If I presume there is no navigational feedback to the antenna aiming algorithms a gentle roll that leaves the antenna no more than (conservative bogey number) tilted less than about 75 degrees will be tracked and communications can transpire. A rapid roll would destroy antenna lock once the antenna fell out of the beam - say 40 to 50 degrees of roll even if the beam could be steered to point to the satellite. If there is navigational feedback then you're back to the the detail that the antenna cannot effectively steer to smaller angles to its plane than 15 degrees or so. (Somebody familiar with polar routes may correct me on precisely what latitude is the limit for SatCom capability on aircraft. My experience is with land/maritime SatCom and I know that works adequately down at angles around 10-15 degrees. That's with physically steerable antennas, though.)

I believe navigational aiding exists for the antenna. So I suspect that a rather dramatic event would be required to shadow the satellite. My memory insists the pertinent satellite was somewhere "roughly" near the African coastline. So I'd expect such an unfortunate event to be a roll with left wing down in this case, perhaps after the plane was oriented well off course to the North. ("Oh Shirt! What's that!" as the pilot pushes stick forward and to the left to avoid that suddenly appearing bright light ahead of the plane getting larger fast. (Grumble) We cannot even rule out a UFO sighting and a move to avoid striking it. Ball lightning does freaky things.)

I didn't answer your comment with a number. But I hope the data above helps visualize what it would likely take.

Machinbird....
The downside to a conspiracy for BEA is high with regards to exposure and loss of faith in France, French airlines, and French airframes. That's so high a risk it's hard to envision them taking it.

I can envision then "cheaping out". One airframe saved is XXX megabucks. That loss has some small probability per year. (Decades before one plane went down in these circumstances?) What's the cost in airframes per year for continued search? The risk of "cheaping out" is much the same as above, though. So they are under immense pressure from two sides to not only solve it but to solve it cheaply. I can understand there being considerable deliberation before spending more money in bulk measure.

Regarding nav aid - I am SURE the antenna can self track the satellite. The marine antennas I worked on tracked fairly easily. Once I rewrote the algorithm I had a lab unit tracking within 0.1dB (about 3%) of the peak signal. I described a square in the sky. I moved it until the signal level from all four corners was equal. I then knew the antenna was pointed very near the satellite at any given time Precise pointing was worth that fraction of a decibel in signal level. The antenna itself had accelerometers that allowed it to track in remarkably rough sea states.
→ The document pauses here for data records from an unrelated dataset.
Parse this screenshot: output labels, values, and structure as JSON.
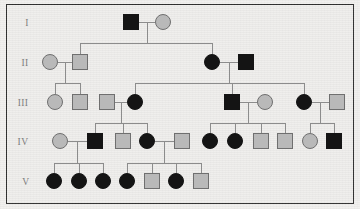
{
  "figure": {
    "canvas": {
      "width": 360,
      "height": 209
    },
    "background_color": "#efeeec",
    "border_color": "#2e2e2e",
    "line_color": "#8c8c8c",
    "affected_color": "#141414",
    "unaffected_color": "#b9b9b9",
    "unaffected_stroke": "#6f6f6f",
    "symbol_size": 15
  },
  "generation_labels": [
    {
      "id": "gen-label-1",
      "text": "I",
      "x": 27,
      "y": 26
    },
    {
      "id": "gen-label-2",
      "text": "II",
      "x": 25,
      "y": 66
    },
    {
      "id": "gen-label-3",
      "text": "III",
      "x": 23,
      "y": 106
    },
    {
      "id": "gen-label-4",
      "text": "IV",
      "x": 23,
      "y": 145
    },
    {
      "id": "gen-label-5",
      "text": "V",
      "x": 26,
      "y": 185
    }
  ],
  "generations": [
    {
      "label": "I",
      "row_y": 22,
      "individuals": [
        {
          "id": "I-1",
          "sex": "male",
          "shape": "square",
          "status": "affected",
          "cx": 131,
          "cy": 22
        },
        {
          "id": "I-2",
          "sex": "female",
          "shape": "circle",
          "status": "unaffected",
          "cx": 163,
          "cy": 22
        }
      ]
    },
    {
      "label": "II",
      "row_y": 62,
      "individuals": [
        {
          "id": "II-1",
          "sex": "female",
          "shape": "circle",
          "status": "unaffected",
          "cx": 50,
          "cy": 62
        },
        {
          "id": "II-2",
          "sex": "male",
          "shape": "square",
          "status": "unaffected",
          "cx": 80,
          "cy": 62
        },
        {
          "id": "II-3",
          "sex": "female",
          "shape": "circle",
          "status": "affected",
          "cx": 212,
          "cy": 62
        },
        {
          "id": "II-4",
          "sex": "male",
          "shape": "square",
          "status": "affected",
          "cx": 246,
          "cy": 62
        }
      ]
    },
    {
      "label": "III",
      "row_y": 102,
      "individuals": [
        {
          "id": "III-1",
          "sex": "female",
          "shape": "circle",
          "status": "unaffected",
          "cx": 55,
          "cy": 102
        },
        {
          "id": "III-2",
          "sex": "male",
          "shape": "square",
          "status": "unaffected",
          "cx": 80,
          "cy": 102
        },
        {
          "id": "III-3",
          "sex": "male",
          "shape": "square",
          "status": "unaffected",
          "cx": 107,
          "cy": 102
        },
        {
          "id": "III-4",
          "sex": "female",
          "shape": "circle",
          "status": "affected",
          "cx": 135,
          "cy": 102
        },
        {
          "id": "III-5",
          "sex": "male",
          "shape": "square",
          "status": "affected",
          "cx": 232,
          "cy": 102
        },
        {
          "id": "III-6",
          "sex": "female",
          "shape": "circle",
          "status": "unaffected",
          "cx": 265,
          "cy": 102
        },
        {
          "id": "III-7",
          "sex": "female",
          "shape": "circle",
          "status": "affected",
          "cx": 304,
          "cy": 102
        },
        {
          "id": "III-8",
          "sex": "male",
          "shape": "square",
          "status": "unaffected",
          "cx": 337,
          "cy": 102
        }
      ]
    },
    {
      "label": "IV",
      "row_y": 141,
      "individuals": [
        {
          "id": "IV-1",
          "sex": "female",
          "shape": "circle",
          "status": "unaffected",
          "cx": 60,
          "cy": 141
        },
        {
          "id": "IV-2",
          "sex": "male",
          "shape": "square",
          "status": "affected",
          "cx": 95,
          "cy": 141
        },
        {
          "id": "IV-3",
          "sex": "male",
          "shape": "square",
          "status": "unaffected",
          "cx": 123,
          "cy": 141
        },
        {
          "id": "IV-4",
          "sex": "female",
          "shape": "circle",
          "status": "affected",
          "cx": 147,
          "cy": 141
        },
        {
          "id": "IV-5",
          "sex": "male",
          "shape": "square",
          "status": "unaffected",
          "cx": 182,
          "cy": 141
        },
        {
          "id": "IV-6",
          "sex": "female",
          "shape": "circle",
          "status": "affected",
          "cx": 210,
          "cy": 141
        },
        {
          "id": "IV-7",
          "sex": "female",
          "shape": "circle",
          "status": "affected",
          "cx": 235,
          "cy": 141
        },
        {
          "id": "IV-8",
          "sex": "male",
          "shape": "square",
          "status": "unaffected",
          "cx": 261,
          "cy": 141
        },
        {
          "id": "IV-9",
          "sex": "male",
          "shape": "square",
          "status": "unaffected",
          "cx": 285,
          "cy": 141
        },
        {
          "id": "IV-10",
          "sex": "female",
          "shape": "circle",
          "status": "unaffected",
          "cx": 310,
          "cy": 141
        },
        {
          "id": "IV-11",
          "sex": "male",
          "shape": "square",
          "status": "affected",
          "cx": 334,
          "cy": 141
        }
      ]
    },
    {
      "label": "V",
      "row_y": 181,
      "individuals": [
        {
          "id": "V-1",
          "sex": "female",
          "shape": "circle",
          "status": "affected",
          "cx": 54,
          "cy": 181
        },
        {
          "id": "V-2",
          "sex": "female",
          "shape": "circle",
          "status": "affected",
          "cx": 79,
          "cy": 181
        },
        {
          "id": "V-3",
          "sex": "female",
          "shape": "circle",
          "status": "affected",
          "cx": 103,
          "cy": 181
        },
        {
          "id": "V-4",
          "sex": "female",
          "shape": "circle",
          "status": "affected",
          "cx": 127,
          "cy": 181
        },
        {
          "id": "V-5",
          "sex": "male",
          "shape": "square",
          "status": "unaffected",
          "cx": 152,
          "cy": 181
        },
        {
          "id": "V-6",
          "sex": "female",
          "shape": "circle",
          "status": "affected",
          "cx": 176,
          "cy": 181
        },
        {
          "id": "V-7",
          "sex": "male",
          "shape": "square",
          "status": "unaffected",
          "cx": 201,
          "cy": 181
        }
      ]
    }
  ],
  "mating_lines": [
    {
      "id": "mate-I-1-I-2",
      "x1": 139,
      "x2": 155,
      "y": 22
    },
    {
      "id": "mate-II-1-II-2",
      "x1": 58,
      "x2": 72,
      "y": 62
    },
    {
      "id": "mate-II-3-II-4",
      "x1": 220,
      "x2": 238,
      "y": 62
    },
    {
      "id": "mate-III-3-III-4",
      "x1": 115,
      "x2": 127,
      "y": 102
    },
    {
      "id": "mate-III-5-III-6",
      "x1": 240,
      "x2": 257,
      "y": 102
    },
    {
      "id": "mate-III-7-III-8",
      "x1": 312,
      "x2": 329,
      "y": 102
    },
    {
      "id": "mate-IV-1-IV-2",
      "x1": 68,
      "x2": 87,
      "y": 141
    },
    {
      "id": "mate-IV-4-IV-5",
      "x1": 155,
      "x2": 174,
      "y": 141
    }
  ],
  "sibships": [
    {
      "id": "sibship-I",
      "parent_mid_x": 147,
      "drop_from_y": 22,
      "bar_y": 43,
      "bar_x1": 80,
      "bar_x2": 212,
      "children_x": [
        80,
        212
      ],
      "children_top_y": 54
    },
    {
      "id": "sibship-II-left",
      "parent_mid_x": 65,
      "drop_from_y": 62,
      "bar_y": 83,
      "bar_x1": 55,
      "bar_x2": 80,
      "children_x": [
        55,
        80
      ],
      "children_top_y": 94
    },
    {
      "id": "sibship-II-right",
      "parent_mid_x": 229,
      "drop_from_y": 62,
      "bar_y": 83,
      "bar_x1": 135,
      "bar_x2": 304,
      "children_x": [
        135,
        232,
        304
      ],
      "children_top_y": 94
    },
    {
      "id": "sibship-III-left",
      "parent_mid_x": 121,
      "drop_from_y": 102,
      "bar_y": 123,
      "bar_x1": 95,
      "bar_x2": 147,
      "children_x": [
        95,
        123,
        147
      ],
      "children_top_y": 133
    },
    {
      "id": "sibship-III-mid",
      "parent_mid_x": 248,
      "drop_from_y": 102,
      "bar_y": 123,
      "bar_x1": 210,
      "bar_x2": 285,
      "children_x": [
        210,
        235,
        261,
        285
      ],
      "children_top_y": 133
    },
    {
      "id": "sibship-III-right",
      "parent_mid_x": 320,
      "drop_from_y": 102,
      "bar_y": 123,
      "bar_x1": 310,
      "bar_x2": 334,
      "children_x": [
        310,
        334
      ],
      "children_top_y": 133
    },
    {
      "id": "sibship-IV-left",
      "parent_mid_x": 77,
      "drop_from_y": 141,
      "bar_y": 163,
      "bar_x1": 54,
      "bar_x2": 103,
      "children_x": [
        54,
        79,
        103
      ],
      "children_top_y": 173
    },
    {
      "id": "sibship-IV-right",
      "parent_mid_x": 164,
      "drop_from_y": 141,
      "bar_y": 163,
      "bar_x1": 127,
      "bar_x2": 201,
      "children_x": [
        127,
        152,
        176,
        201
      ],
      "children_top_y": 173
    }
  ],
  "legend": {
    "square_meaning": "male",
    "circle_meaning": "female",
    "filled_meaning": "affected",
    "open_meaning": "unaffected"
  }
}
For the airborne antenna the antenna gain is less meaning it has a wider beamwidth. In fact it is so wide that a simple navigation feed from the plane can keep the antenna aimed properly. Attitude feedback can ensure lock even if the plane is tilted. I'd expect that. I can't guarantee that it is there. Again, it's such a simple thing to add that correction to the antenna aim that the thought of not doing it feels "dirty" to me. If it comes rapidly enough, say once every 10 seconds or less, it'd take a REALLY violent move on the part of the plane to make communications impossible.

Last edited by JD-EE; 22nd Nov 2010 at 02:33.